Several dozen mostly ordinary-looking gay men and lesbians, and a smaller number of their supporters, gathered in inclement weather last Friday in Curepe, with a quiet, yet eager sense that they were making history. Most had come from work.
A handful had dressed up for the occasion. "Today, I'm proud to be Trinidadian," a 23-year-old wrote on his Facebook page earlier in the day, before he travelled in pouring rain and traffic from Chaguanas to a modest Christian church, a stone's throw from the Eastern Main Road, to sing a solo of Don Besig's song, Flying Free.
A 6 pm Lesbian, Gay, Bisexual and Trans-gender (LGBT) Community ecumenical service at the Holy Saviour Church that evening, September 18, celebrated peace, human rights and inclusion.
Archdeacon Steve West, a senior Anglican clergyman, along with one of the diocese's youngest women priests, Shelly-Ann Tenia, welcomed the laypeople and one or two clergy from other denominations. Together, they celebrated an hour-long candlelight mass in the tradition of the Anglican church. Tenia's sermon, in which she broke into Trini dialect on more than one occasion, admonished worshippers that "each of us needs to recognise our gifts" and "be prepared to live out our identity."
"What are we willing to give up to reach inclusion and peace?" she asked, cautioning that hard work is required, whereas many of us "just want to tell a victim story, and expect to get a bligh."
The gospel reading, from Matthew, preached to "Love your enemies and pray for your persecutors" (5:44). And so the congregants did, during the people's prayers, for past architects of oppressive anti-gay laws who had died, and been redeemed, to intercede with current lawmakers and judges.
They prayed for a host of national officials by name, for protection of homeless drag queens on the Port-of-Spain streets in the wee hours of morning, for family, friends, and for self-acceptance.
They also demonstrated their connection to larger concerns, praying for "those who work to create safety for people of all genders and sexualities," and for the members of the Equal Opportunity Commission, "who will one day hear our complaints".
In keeping with the theme of the service, which marked the United Nations Day of Peace, prayers also focused on special rapporteurs, the members of UN treaty bodies, and all those who defend human rights and address conflict internationally, "especially in places where we are persecuted in yours and other Gods' names".
At the core of Christian "theologies of inclusion" of LGBT people is the belief that Christ's "New Covenant" overrides the laws and regulations of the Old Testament (against eg, mixing clothing, eating shellfish and many sexual practices, most of them now abandoned,) and it institutes a new, simpler notion of salvation through loving God and each other, spelled out in the Gospels.
The group at the service was no smaller than many church congregations on a Sunday morning, though they were probably younger. The run-of-the-mill nature of the service was its hallmark.
It was also what made its conclusion all the more moving, as worshippers formed a candlelit ring against the church walls, singing, They'll Know We are Christians by Our Love, with the aid of a tiny choir.
The only real flourish in the programme was the offertory hymn, Yolanda Adams', Still I Rise, which a narrow-waisted Giselle Devereaux, past winner of a huge local drag pageant, lip-synced.
The simple, history-making event was the fruit of conversations and planning over several months among LGBT churchgoers, a few forward-thinking faith leaders and journalists about how conservative Christianity drives gay people out of their right to faith and inflicts spiritual violence from which some never heal.
Twelve-year-old gay NGO Friends for Life decided to use July, T&T's LGBT Pride month, to create conversations in their weekly discussion group about sexuality, faith and self-acceptance. The last of these was attended by Anglican Canon Dr Knolly Clarke and Roman Catholic Fr Clyde Harvey.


In the records below, find each line with "from" and copy it.

** Opening DATA block **

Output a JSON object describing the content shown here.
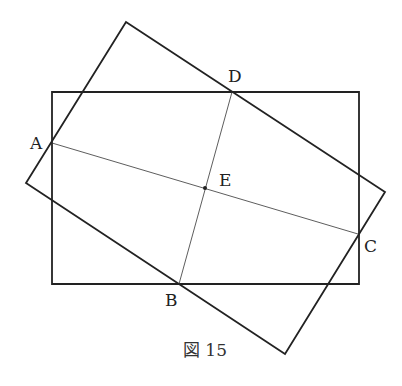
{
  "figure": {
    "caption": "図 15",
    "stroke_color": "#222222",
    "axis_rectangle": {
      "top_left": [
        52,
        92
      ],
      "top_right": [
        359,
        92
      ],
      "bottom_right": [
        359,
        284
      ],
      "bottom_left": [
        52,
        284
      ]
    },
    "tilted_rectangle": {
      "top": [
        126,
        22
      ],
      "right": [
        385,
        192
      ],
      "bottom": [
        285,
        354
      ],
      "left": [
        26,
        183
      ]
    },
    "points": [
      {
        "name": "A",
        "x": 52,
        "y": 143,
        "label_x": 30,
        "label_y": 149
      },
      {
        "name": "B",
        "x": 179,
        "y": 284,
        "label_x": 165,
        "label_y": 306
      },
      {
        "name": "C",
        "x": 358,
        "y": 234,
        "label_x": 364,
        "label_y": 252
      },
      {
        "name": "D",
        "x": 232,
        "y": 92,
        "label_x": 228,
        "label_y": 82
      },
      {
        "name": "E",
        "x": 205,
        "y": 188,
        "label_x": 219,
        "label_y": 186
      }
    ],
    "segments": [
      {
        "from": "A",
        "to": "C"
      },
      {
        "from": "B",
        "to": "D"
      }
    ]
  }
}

** Closing DATA block **
** Opening DATA block **

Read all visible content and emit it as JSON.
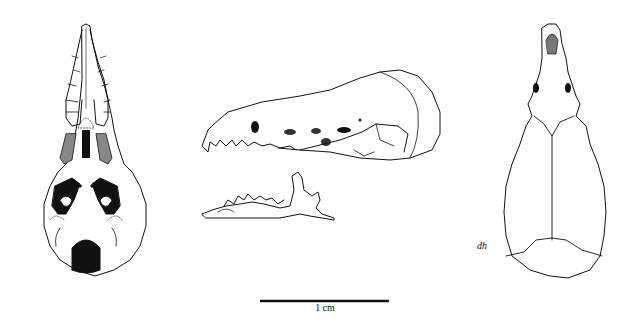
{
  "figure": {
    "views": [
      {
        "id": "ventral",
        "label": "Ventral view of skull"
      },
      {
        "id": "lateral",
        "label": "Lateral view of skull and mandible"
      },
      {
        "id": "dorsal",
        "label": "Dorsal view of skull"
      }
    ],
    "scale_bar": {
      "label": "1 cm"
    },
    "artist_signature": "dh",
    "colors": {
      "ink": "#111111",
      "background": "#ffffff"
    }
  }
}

** Closing DATA block **
** Opening DATA block **

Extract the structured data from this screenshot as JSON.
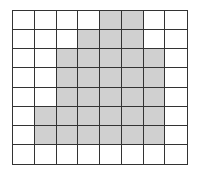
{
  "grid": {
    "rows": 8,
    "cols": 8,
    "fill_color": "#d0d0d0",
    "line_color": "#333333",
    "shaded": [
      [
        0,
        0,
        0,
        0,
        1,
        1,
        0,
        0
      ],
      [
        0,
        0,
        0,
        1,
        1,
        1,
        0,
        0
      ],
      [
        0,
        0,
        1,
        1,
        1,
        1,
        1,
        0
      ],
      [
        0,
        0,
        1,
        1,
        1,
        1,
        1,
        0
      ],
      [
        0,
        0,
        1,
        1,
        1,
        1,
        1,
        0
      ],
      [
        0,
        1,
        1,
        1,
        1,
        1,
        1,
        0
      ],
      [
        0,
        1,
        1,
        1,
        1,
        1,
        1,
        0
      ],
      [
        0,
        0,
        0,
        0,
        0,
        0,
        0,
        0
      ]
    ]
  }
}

** Closing DATA block **

RESPONSE BELOW:
        "from": "A",
        "from": "B",
Extract the structured data from this screenshot as JSON.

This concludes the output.